I’m the only one who can bear to stand here at all. “Jake’s back tomorrow.”
“Hopefully better behaved this time.” She mutters the words as she turns back from the uniformed staff member, a blanket in her hands. “Here you go.”
My fingers clench on the thin, rough material. Not even close to decent. “You can’t blame him for losing his temper. Our mate is in that room, and she’s cold and fucking hurting, and we can’tget to her. There’s a wall of glass and bureaucracy between us. It shouldn’t be this fucking hard to get her the bare minimum.”
My voice lowers, turning to gravel in my throat before I swallow it down.
I have to fight every moment to stop myself doing the same as Jake. We don’t need another of us banned from visiting. Oscar is focused on building the case to help her, working with Abrams. Theo is…somewhere.
One of us has to be the nice one. Polite, and bland, and unthreatening. To try and get her anything extra we can.
Like a fucking crappy blanket that itches the palm of my hand as I turn to the tiny steel window built into the glass wall. A sliding slot with a small keypad for a numerical code that Joanne types in briskly, her shoulders angled so she thinks I can’t see.
My eyes slide away when she glances at me, tugging the steel aside to open up the small hole. Swallowing, I step up to the open slot, my eyes peering through the otherwise soundproof glass. “Kenny? Baby?”
She doesn’t move. But I see the way her shoulders tighten.
“Max,” Joanne murmurs. There’s a nudge in her voice. A nervousness, as she lingers at my shoulder.
“She’s not gonna do anything from there,” I mutter. My voice raises. “Kenny? It’s cold in there, sweetheart.”
A low snarl is my only response.
I push the blanket through, wedging it into the small space, my mouth opening. But Joanne slams the slot shut before I can say anything else, and my lips press into a thin line.
Don’t bite.
Instead, I wait. Joanne disappears, muttering something about other visits as she leaves me to it. Folding my arms, I lean forward, waiting.
Come on, baby. You know you’re cold.
She unfurls herself slowly. Her head twists toward the tray below the slot where the blanket now sits. And I hold my breath, drinking in every movement as she edges toward me.
But she can’t see me, not through this fucking one-way glass.
Kenny reaches for the blanket, her head tilting as she examines it.
Those lethal canines, sharp and extended, appear as her lip curls back. Kenny tears into the blanket, shredding it until only thin ribbons of grey scatter the floor around her.
Her head lifts, brilliant scarlet irises examining the glass, as if she canseeme. My breath catches—
But she only snarls softly, a warning in the back of her throat before she lopes back to her corner and curls up.

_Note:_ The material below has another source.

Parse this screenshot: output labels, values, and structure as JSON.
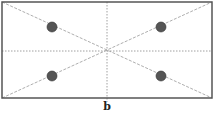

I can see her shoulders trembling.
“I don’t blame her.” Oscar’s words are a sigh as he appears next to me. “Those blankets are fucking awful.”
Agreed. “How’d it go?”
He runs a hand over his face. “We can bring in our own stuff for her from an approved list. They won’t give us any extra funding – said they can’t afford it. Abrams will work pro bono. But they’ve agreed to work with us. Maybe work up to some direct contact. But we’d need to sign a shitload of fucking paperwork so we can’t sue them.”

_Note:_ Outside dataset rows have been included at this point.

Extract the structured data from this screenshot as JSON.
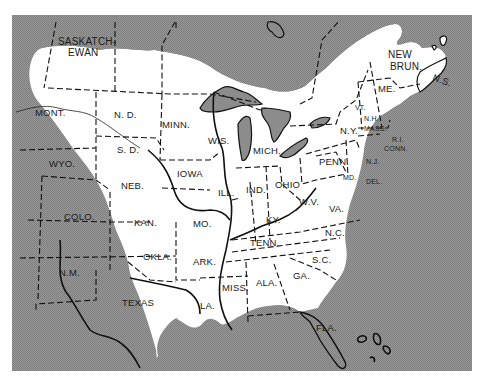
{
  "map": {
    "colors": {
      "frame_fill": "#8c8c8c",
      "range_fill": "#ffffff",
      "page_bg": "#ffffff",
      "line": "#111111"
    },
    "provinces": [
      {
        "id": "saskatchewan",
        "label_line1": "SASKATCH-",
        "label_line2": "EWAN"
      },
      {
        "id": "ontario",
        "label": "ONTARIO"
      },
      {
        "id": "new-brunswick",
        "label_line1": "NEW",
        "label_line2": "BRUN."
      },
      {
        "id": "nova-scotia",
        "label": "N.S."
      }
    ],
    "states": [
      {
        "id": "mont",
        "label": "MONT."
      },
      {
        "id": "nd",
        "label": "N. D."
      },
      {
        "id": "minn",
        "label": "MINN."
      },
      {
        "id": "wyo",
        "label": "WYO."
      },
      {
        "id": "sd",
        "label": "S. D."
      },
      {
        "id": "wis",
        "label": "WIS."
      },
      {
        "id": "mich",
        "label": "MICH."
      },
      {
        "id": "iowa",
        "label": "IOWA"
      },
      {
        "id": "neb",
        "label": "NEB."
      },
      {
        "id": "colo",
        "label": "COLO."
      },
      {
        "id": "ill",
        "label": "ILL."
      },
      {
        "id": "ind",
        "label": "IND."
      },
      {
        "id": "ohio",
        "label": "OHIO"
      },
      {
        "id": "kan",
        "label": "KAN."
      },
      {
        "id": "mo",
        "label": "MO."
      },
      {
        "id": "ky",
        "label": "KY."
      },
      {
        "id": "wv",
        "label": "W.V."
      },
      {
        "id": "va",
        "label": "VA."
      },
      {
        "id": "okla",
        "label": "OKLA."
      },
      {
        "id": "ark",
        "label": "ARK."
      },
      {
        "id": "tenn",
        "label": "TENN."
      },
      {
        "id": "nc",
        "label": "N.C."
      },
      {
        "id": "nm",
        "label": "N.M."
      },
      {
        "id": "sc",
        "label": "S.C."
      },
      {
        "id": "texas",
        "label": "TEXAS"
      },
      {
        "id": "miss",
        "label": "MISS."
      },
      {
        "id": "ala",
        "label": "ALA."
      },
      {
        "id": "ga",
        "label": "GA."
      },
      {
        "id": "la",
        "label": "LA."
      },
      {
        "id": "fla",
        "label": "FLA."
      },
      {
        "id": "ny",
        "label": "N.Y."
      },
      {
        "id": "penn",
        "label": "PENN."
      },
      {
        "id": "me",
        "label": "ME."
      },
      {
        "id": "vt",
        "label": "VT."
      },
      {
        "id": "nh",
        "label": "N.H."
      },
      {
        "id": "mass",
        "label": "MASS."
      },
      {
        "id": "ri",
        "label": "R.I."
      },
      {
        "id": "conn",
        "label": "CONN."
      },
      {
        "id": "nj",
        "label": "N.J."
      },
      {
        "id": "md",
        "label": "MD."
      },
      {
        "id": "del",
        "label": "DEL."
      }
    ]
  }
}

“Fine,” I say immediately.At least we can get her a decent blanket. “What about care duties? Feeding?”
Oscar frowns. “No. Not yet. They want to see some progress first. The Center staff will manage it for the time being.”
He sounds as if he hates the idea as much as I do. “But we can stay here in shifts around the clock. One of us can always be with her, but we’ll have to make do out here until we fix the access.”
“Good job.” It’s a hell of a lot more than we had this morning, with our allocated two hours of visiting time.